17 Jan 1996 : Column 659

a psychiatrist." I had referred to a doctor, not a psychiatrist. It was clear that the lady's quality of life was appalling.

I went to a meeting in honour of former Prime Minister Rabin. Mrs. X was standing outside with a poster that went from her head down past her knees. Her quality of life is such that she feels persecuted. She is a victim living in the community who would be much better treated somewhere else.

I have another constituent who became convinced that my right hon. Friend the Member for Brent, North (Sir R. Boyson) was about to kill her. We had 19 telephone calls on our answering machine one weekend. She kept on saying, "It is Roddy Boyson. He is coming to get me." I could not think of anyone less likely than my right hon. Friend to attack a lady living in west Hendon. I could not believe that my right hon. Friend was going to live on the west Hendon council estate so as to attack this poor lady. Her quality of life was very poor. I cannot believe that she benefited from being in the community. She would have been very much better if she had been cared for elsewhere.

There is talk about civil rights, and I believe that everyone has civil rights. The parents of patients have rights. They would much prefer to see those patients in hospital rather than in the community. Potential victims have civil rights. The right to life is the greatest right of all. We must weigh the rights of neighbours, patients and individuals when considering whether people should be in hospital or in the community.

When we adopted the policy of care in the community, I believe that the Treasury was seduced by the capital that it could see flowing into its coffers. It did not realise that proper care in the community would be very expensive, involving purpose-built homes, adequate supervision and the training of many staff. The Royal College of Nursing believes that we need to double the number of community psychiatric nurses if care in the community is to work.

For far too many, care in the community has been a poor-quality service. I shall always remember my first meeting with members of the NSF. I turned to one lady and asked, "What is your problem?" She replied, "It is my daughter." I asked, "Where is your daughter?" She said, "I don't know. My daughter will be sleeping on a park bench somewhere in London tonight." That girl and her family were cheated by care in the community. The Economist was surely right when it commented that care in the community


That has been the outcome for some. The irony is that some of those who are released into the community for care in the community end up committing crimes and find themselves in a different institution, a prison rather than a hospital.
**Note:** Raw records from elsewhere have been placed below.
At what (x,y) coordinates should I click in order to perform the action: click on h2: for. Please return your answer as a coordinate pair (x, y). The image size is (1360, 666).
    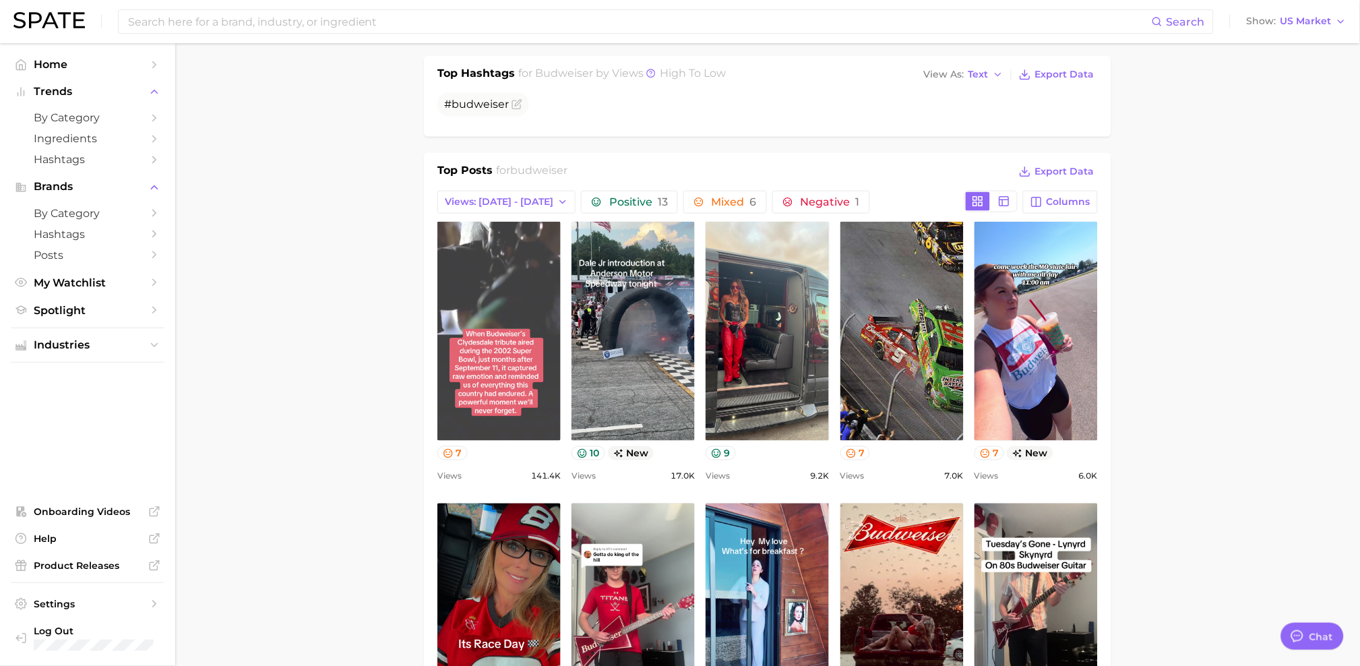
    Looking at the image, I should click on (532, 172).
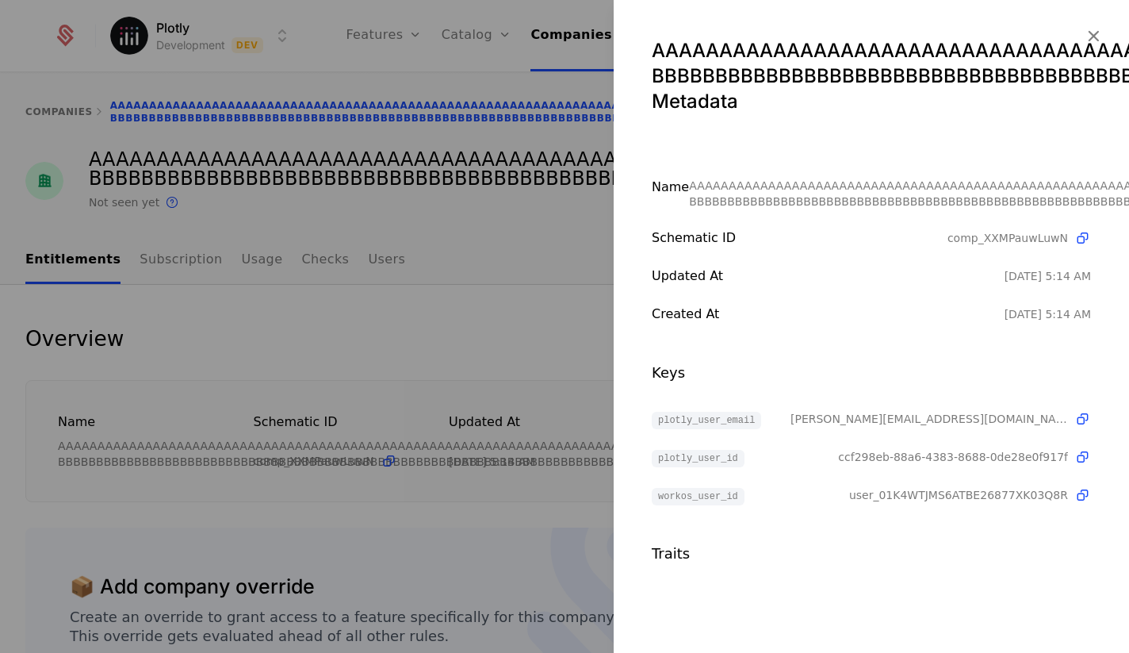 This screenshot has width=1129, height=653. What do you see at coordinates (953, 457) in the screenshot?
I see `span: ccf298eb-88a6-4383-8688-0de28e0f917f` at bounding box center [953, 457].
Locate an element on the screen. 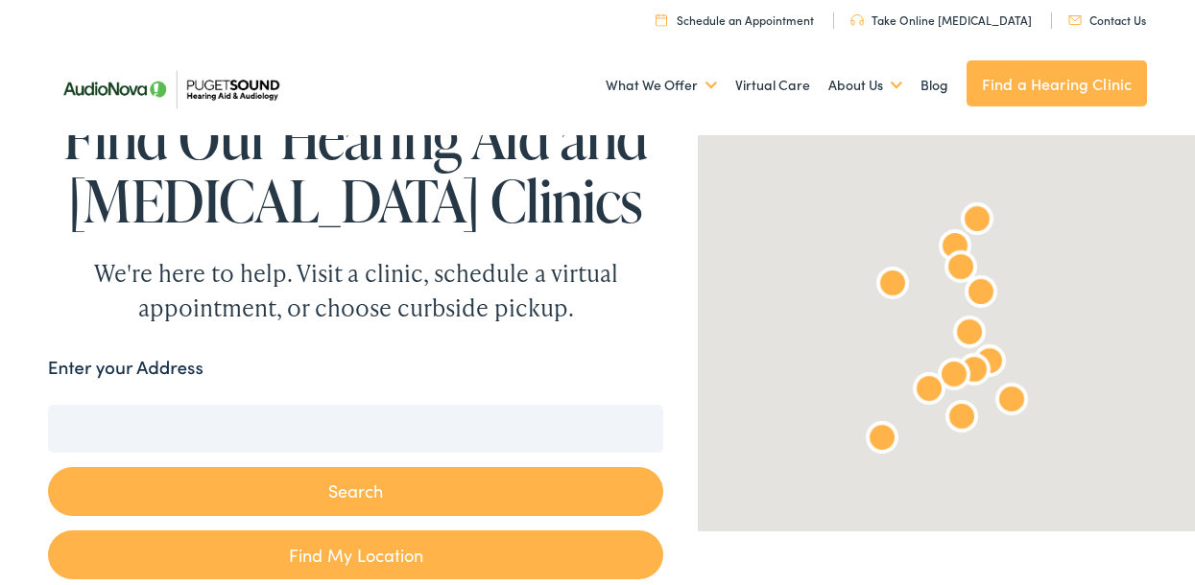 This screenshot has height=585, width=1195. a: Schedule an Appointment is located at coordinates (734, 19).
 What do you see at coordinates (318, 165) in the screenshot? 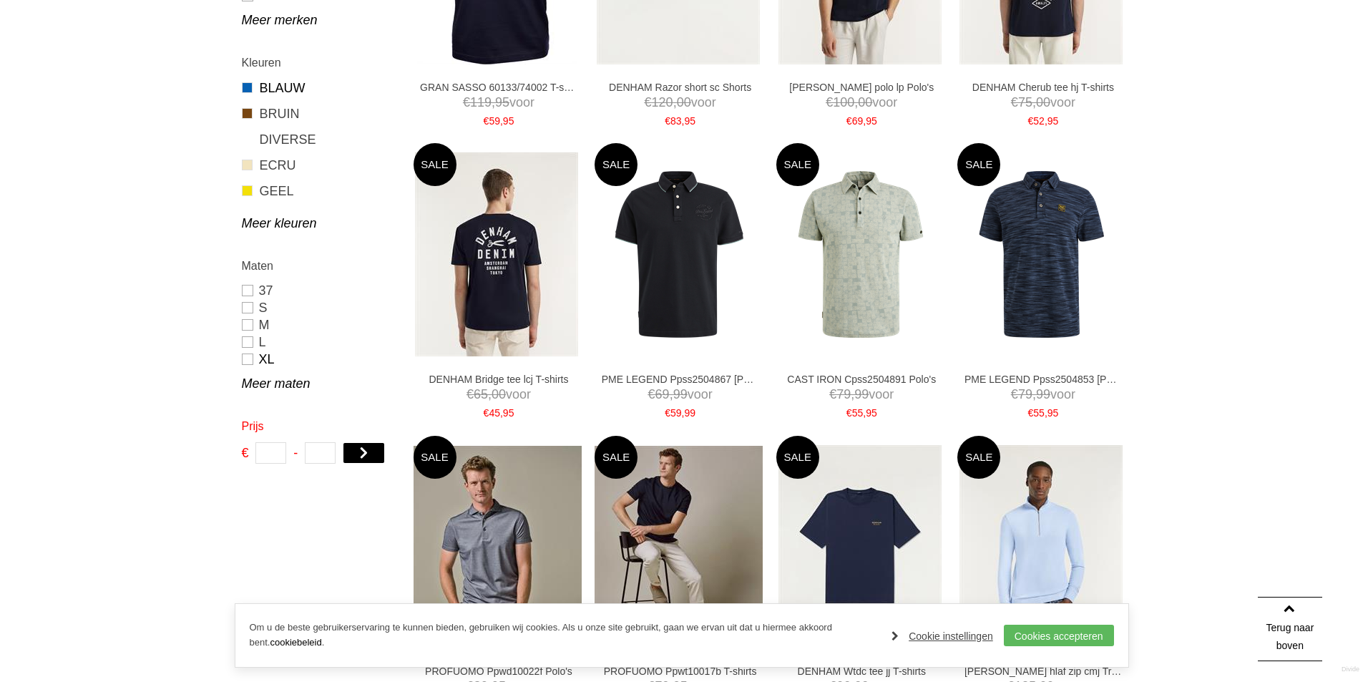
I see `a: ECRU` at bounding box center [318, 165].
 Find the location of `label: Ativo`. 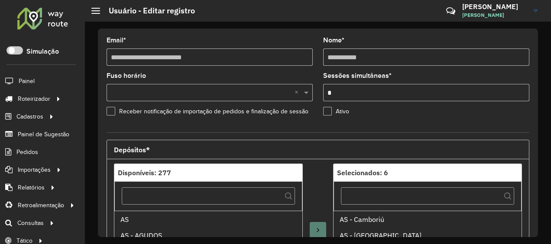

label: Ativo is located at coordinates (336, 111).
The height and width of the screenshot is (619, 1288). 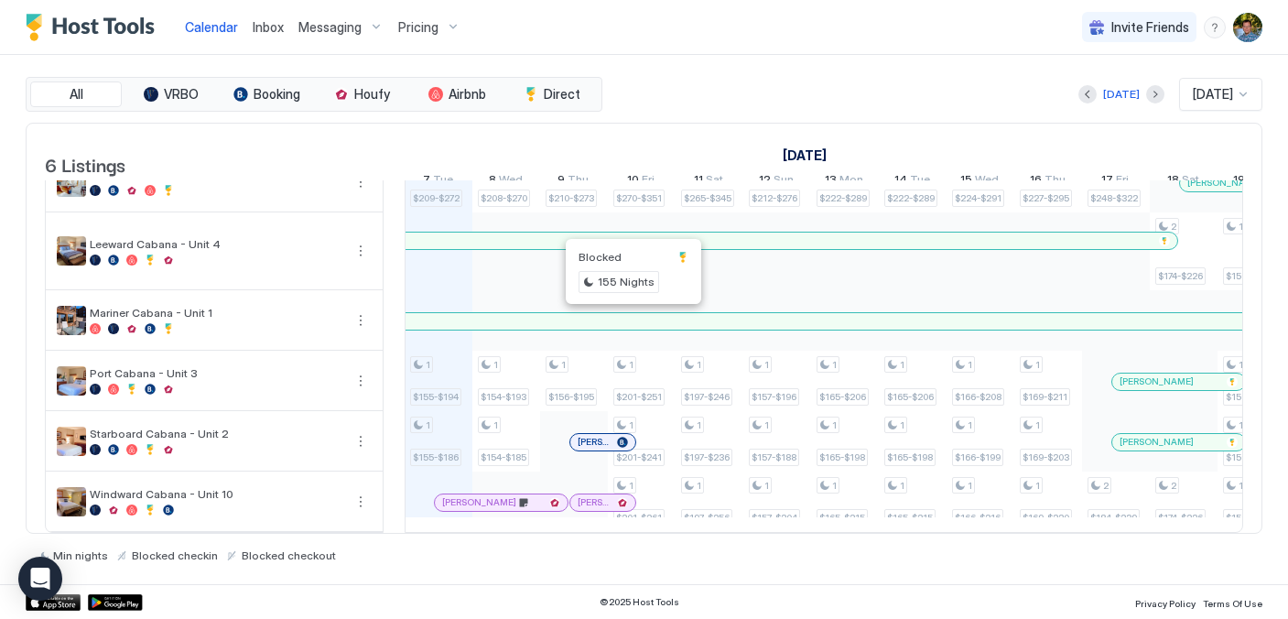 What do you see at coordinates (436, 396) in the screenshot?
I see `span: $155-$194` at bounding box center [436, 396].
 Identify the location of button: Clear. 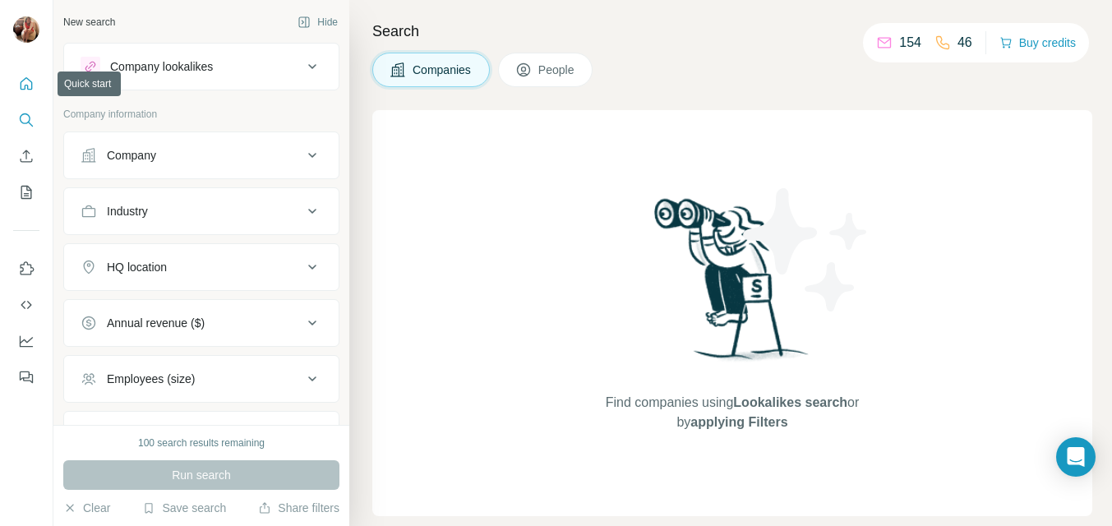
(86, 508).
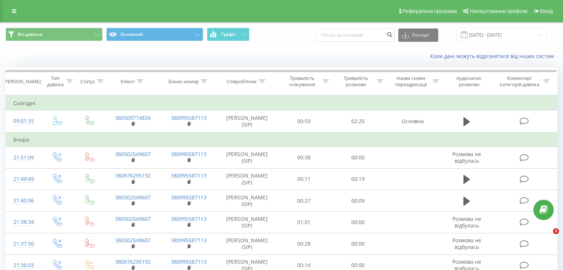 This screenshot has width=563, height=270. What do you see at coordinates (358, 201) in the screenshot?
I see `td: 00:09` at bounding box center [358, 201].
I welcome the suggestion in The Daily Telegraph of 28 December that the Government will produce a charter for the mentally ill that will provide for easier access to hospital treatment and for consultation with carers and relatives before patients are released into the community. One of the great failings of the care in the community policy is that we have not listened to parents, relatives and carers. All too often, their wishes and knowledge have been ignored. They know the patients best. They should be able to tell psychiatrists more than perhaps psychiatrists sometimes want to hear.

17 Jan 1996 : Column 660

It is not sufficient to produce a charter. It is necessary to produce more beds for the mentally ill. The current supply of beds is an incentive for premature discharge into the community. It underlines the reluctance of some members of the psychiatric profession to keep patients in hospital.

However, my right hon. Friend the Secretary of State has great experience because he was the Minister with responsibility for the mentally ill. I believe that he recognises the problems. My right hon. Friend the Chief Secretary should as well because he is a former Secretary of State for Health. But if we fail to recognise the need for improving the quality of care in the community and the need for more beds for the mentally ill, we shall be failing not only the mentally ill but their relatives, their friends, their neighbours and society at large.